A Benediction for Lupercalia

Today is Lupercalia. This is one of the oldest festivals in EuroWestern culture and, in fact, likely predates the Euro-bits. As with most ancient things, this holy time is a dense web of themes that don’t all mesh together well, but somehow make a lovely tapestry when viewed from a certain remove. Falling within the Parentalia, Lupercalia is strongly bound up with reverence for ancestors. The official function of Lupercalia is to honor Rome’s founding twin brothers, Romulus and Remus, and the she-wolf that saved them from starvation when they were abandoned by mankind. It is both a celebration of Rome’s ancestry and a remembrance of their original home — the wolf cave, the Lupercal, at the base of the Palatine hill near the Tiber River. 

The entire nine days of Parentalia are focused inward on the home and the family. It is a time to honor the household dead. As both the Roman Republic and the Empire were modeled on the paterfamilias, there was time set aside to honor the ancestors of the state and of the emperor’s bloodline. However, much of the ritual is centered on the immediate ancestors of each household, the recently deceased, much more so than the illustrious dead. This was a highly personal connection, with grief and longing as well as joy and love all still burning fresh in the heart. It is called Parent-alia because it honors dead parents, mother and father, not some abstracted ancestry. This immediate connection drew on strong emotion and probably for that reason took place behind closed doors.

It feels jarring to see a fertility festival attached to this time of ritual bereavement.
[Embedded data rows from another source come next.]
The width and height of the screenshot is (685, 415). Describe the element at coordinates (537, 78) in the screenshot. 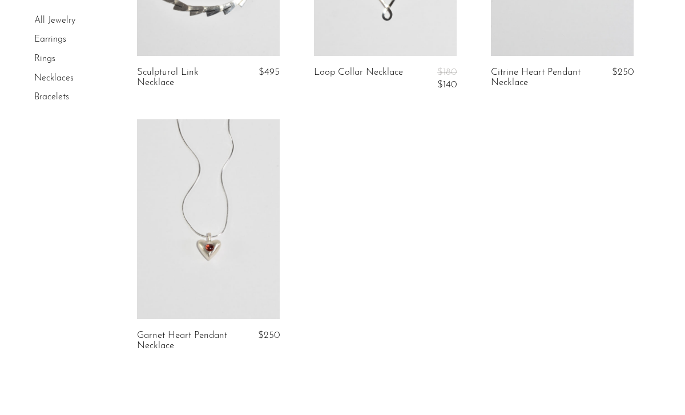

I see `a: Citrine Heart Pendant Necklace` at that location.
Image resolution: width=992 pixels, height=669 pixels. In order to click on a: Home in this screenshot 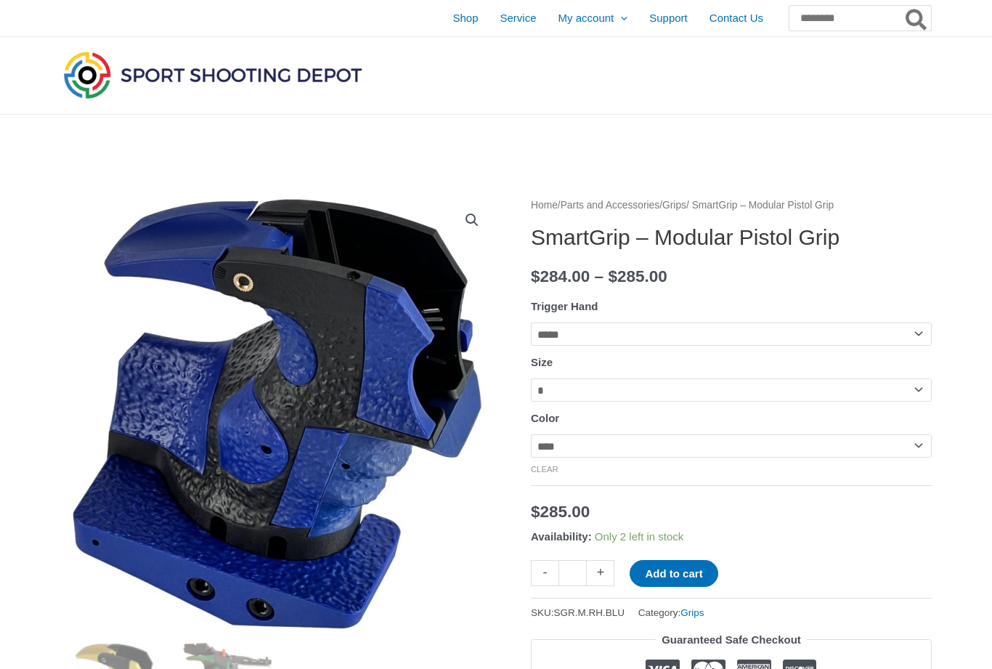, I will do `click(544, 205)`.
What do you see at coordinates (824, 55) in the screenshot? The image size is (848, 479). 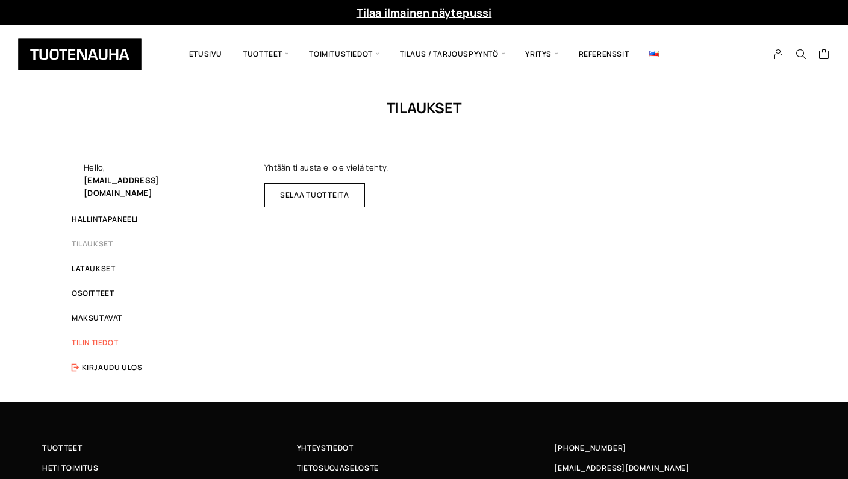 I see `a: Cart` at bounding box center [824, 55].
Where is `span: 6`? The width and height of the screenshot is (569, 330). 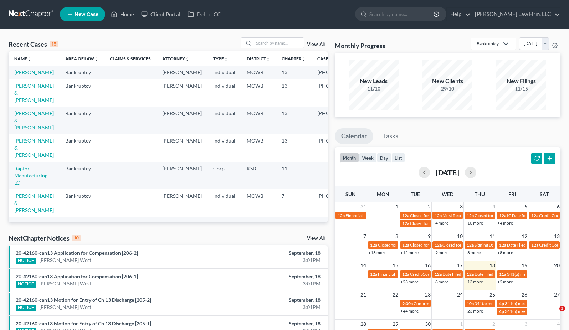 span: 6 is located at coordinates (559, 207).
There were nods to Juno Februa, the goddess of home and ritual purification (among other things), but much of the symbology was derived from the goat gods, figures of pure lust. The rituals of Lupercalia were celebrating sex and procreation, not ancestry, not our own dear parents. And yet… our parents were surely worshipping at the altars of fecundity in order to produce us. So perhaps it makes a certain sense.
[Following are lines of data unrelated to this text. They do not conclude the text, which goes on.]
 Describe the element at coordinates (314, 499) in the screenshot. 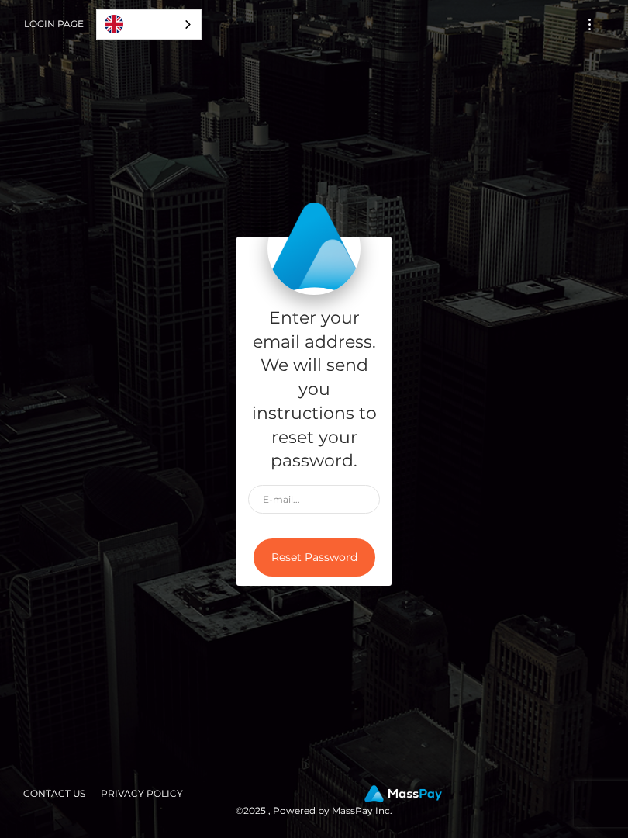

I see `input: E-mail...` at that location.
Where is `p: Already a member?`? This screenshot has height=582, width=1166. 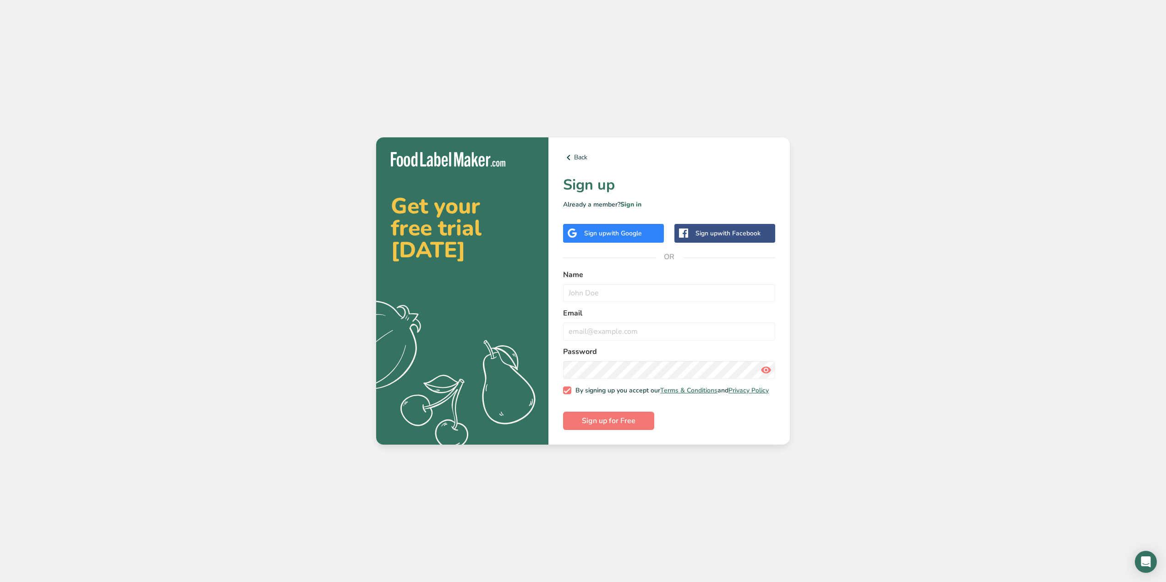
p: Already a member? is located at coordinates (669, 204).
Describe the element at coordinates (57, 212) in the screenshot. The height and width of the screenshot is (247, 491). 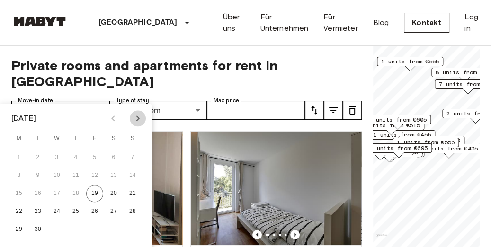
I see `button: 24` at that location.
This festival falls at the end of the year in the Roman calendar, so there was a good deal of energy spent in setting the world in order in order to start afresh. Homes were cleaned, physically and ritually. Business and legal proceedings were concluded and then put aside to wait for the new year cycle. The body was purified and blessed — with goat thong lashings during Lupercalia, but also with special bathing and sacramental feasts. Parentalia put the family in right relationship with the ancestors, the generative principle of the family and the home. So as I said, when viewed from a certain distance, all the themes weave together. 

We no longer include Parentalia or Lupercalia in our annual cycle. We do not much focus on the past dead nor on the future progeny. We are very much a present culture. We are pulled out of time and out of relationship with our world. I believe that we are suffering for this. We do not know our real stories and ways, and so we are easily misled. We do not feel connection to our places, and so we are easily uprooted and made to work toward the destruction of our home. We do not even seem to remember that sex is procreation, and so we are alone in our moments of closest physical union.
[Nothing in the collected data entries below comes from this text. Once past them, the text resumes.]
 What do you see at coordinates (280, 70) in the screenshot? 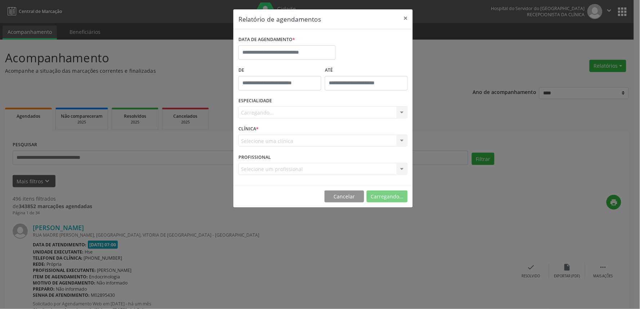
I see `label: De` at bounding box center [280, 70].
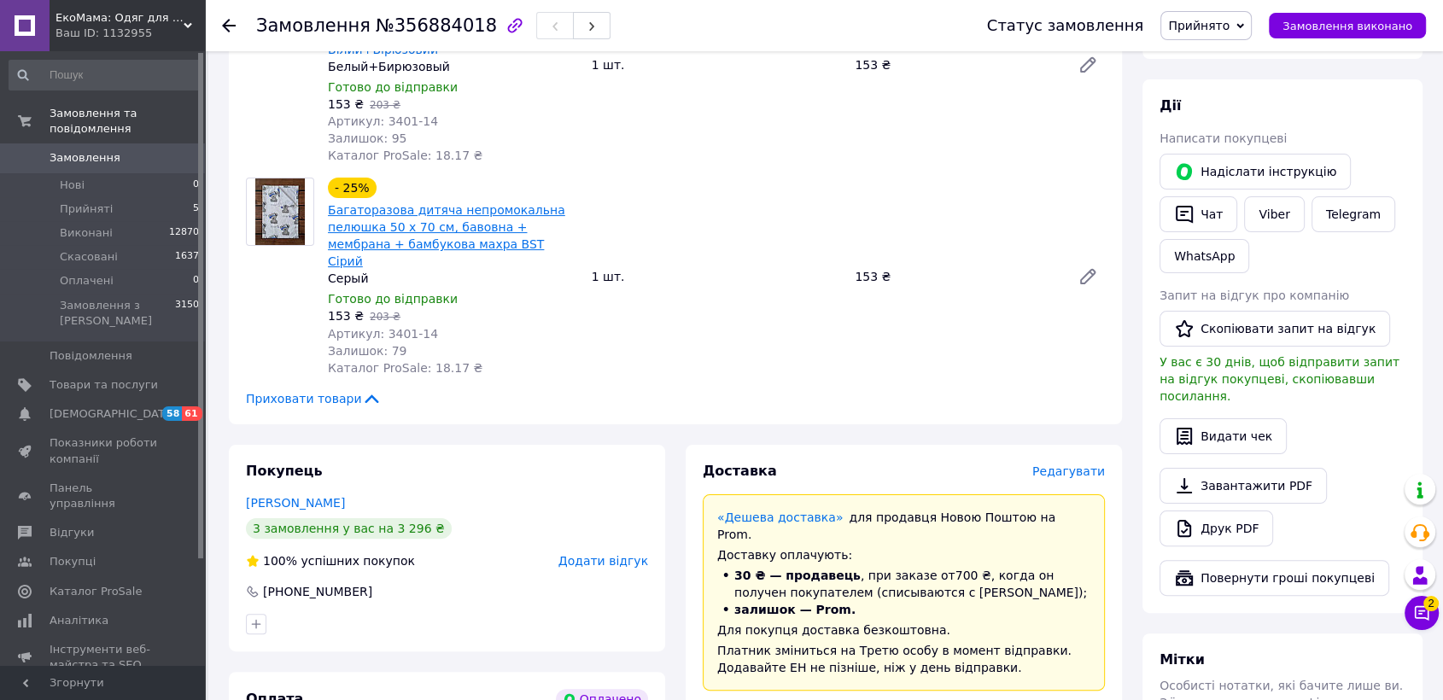  Describe the element at coordinates (739, 471) in the screenshot. I see `span: Доставка` at that location.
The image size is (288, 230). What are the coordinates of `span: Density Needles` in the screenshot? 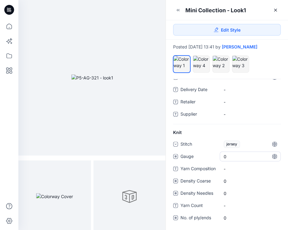 It's located at (199, 194).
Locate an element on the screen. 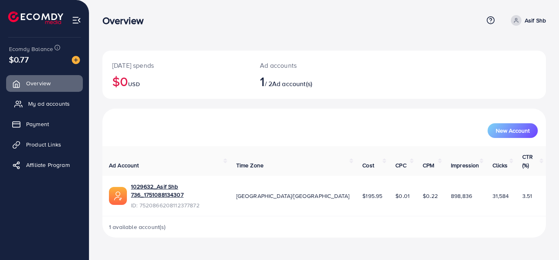  span: Cost is located at coordinates (368, 165).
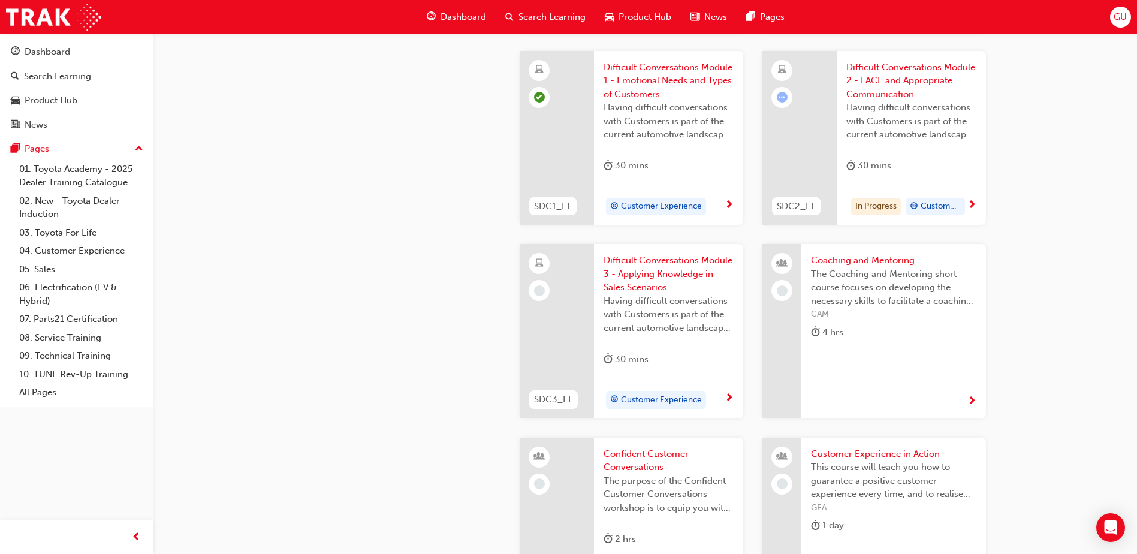 Image resolution: width=1137 pixels, height=554 pixels. I want to click on a: 05. Sales, so click(81, 269).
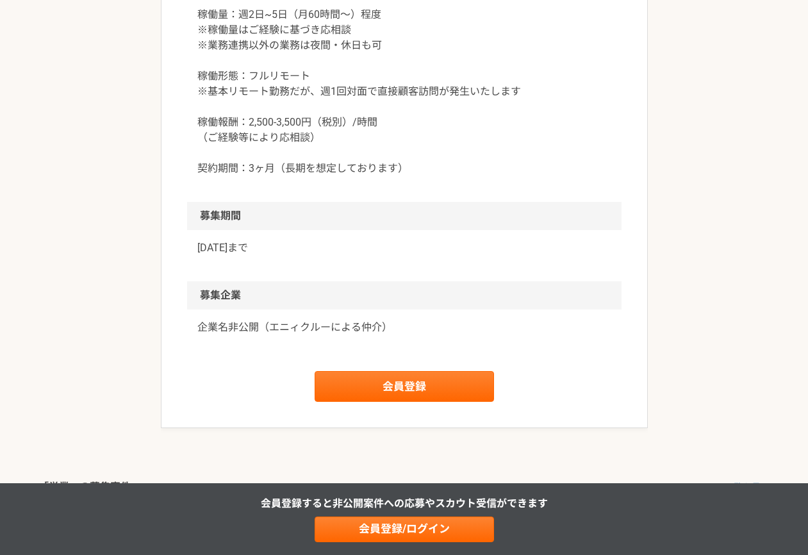 Image resolution: width=808 pixels, height=555 pixels. I want to click on a: 一覧を見る, so click(747, 487).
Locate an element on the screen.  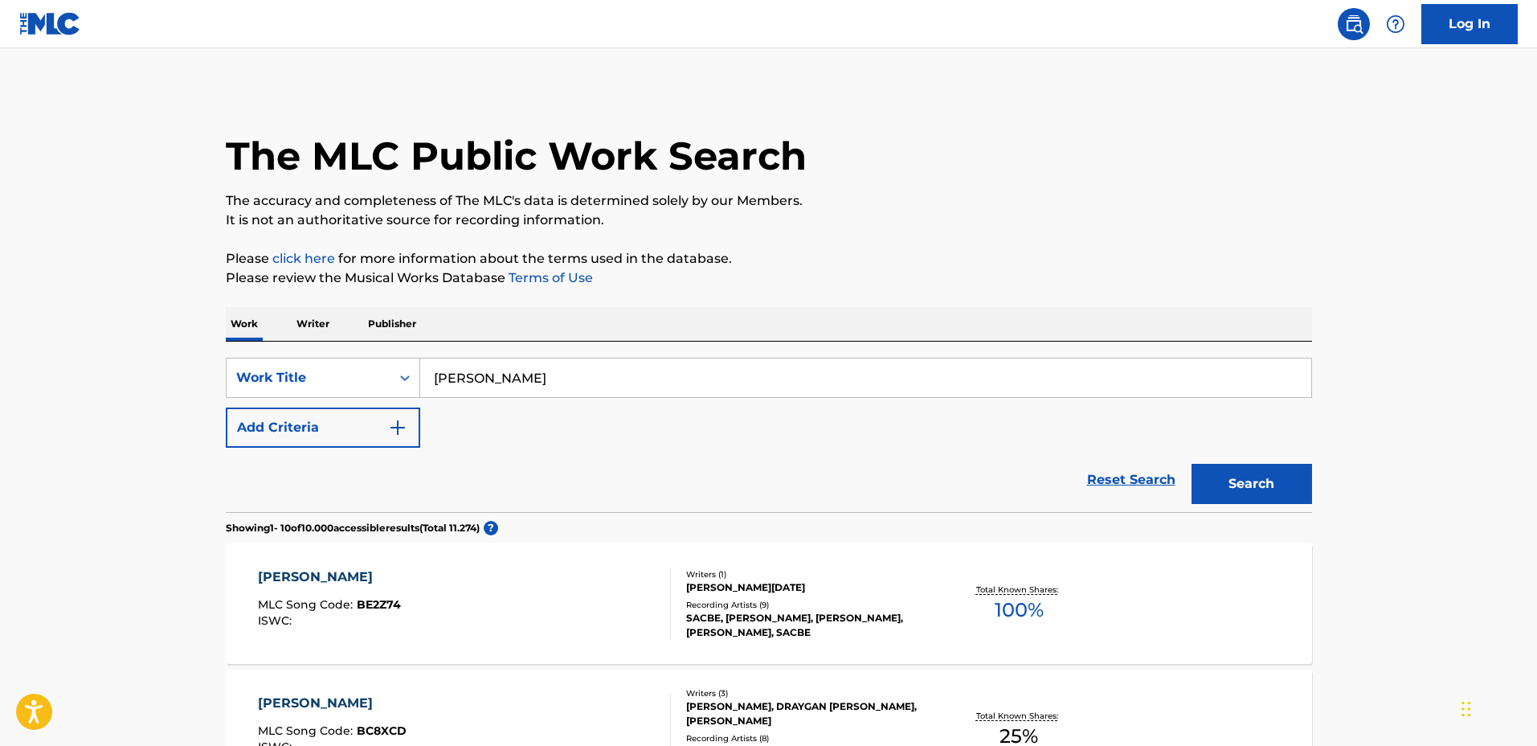
p: Please review the Musical Works Database is located at coordinates (769, 278).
I would like to see us restore the rites of deep connection. That is a large part of why I began this writing project. I am ambivalent about goat gods, but I absolutely believe that this generative principle needs to be refastened to the home — to the places and people who will nurture and care for the children, the world, yet to come. Of course, in our world we do not have the paterfamilias, and so this home and family is of our making and has no imposed hierarchies. We are free in our loving and devotion, our nurturing and care. It is supremely sad that at this time when we are most able to feel and embody connection — because we are, at least theoretically, free to choose to whom we belong — we are instead utterly severed from everything and can feel nothing. We are unable care too much about this world and our relationship within it and still participate in our culture of independent economic actors focused on self-satisfaction. 

So thus a good deal of my writing is about economics and sociology and the disgusting mess that is mediated politics — when my actual stated focus is on home. And hope. But I feel that we have to break free from these false chains before we can forge real bonds. We need to peel away the burned and ragged masks that we have been wearing to conform to this surface-image culture before we can go running naked through the streets, overflowing with pure joy in creation. And we need to remember that we have roots before we can regrow our homes and lives.

Someone has to shine a harsh light on all that we do so that we might do better, so that we might be better, so that we might live better. I would rather write about bread and flowers… but we can’t have nice things until we clear away all the nasty non-sense. And so I have taken on the role of the jester who jeers at all the ugly ridiculousness supporting the throne. My thoughts are that if we pack enough jesters into the king’s receiving room, laughing loudly at a general lack of clothing, perhaps we will topple the empire.

But today, I want to pretend that we’ve done that already, that we live in our new world of merry anarchy and centered interdependence. And so today I want to wish you a deeply felt Lupercalia and a richly re-membered Parentalia. Light your candles for the dead and cleanse your homes for the new beginnings. Be present in both past and future. Be at home and live with hope. And so it is.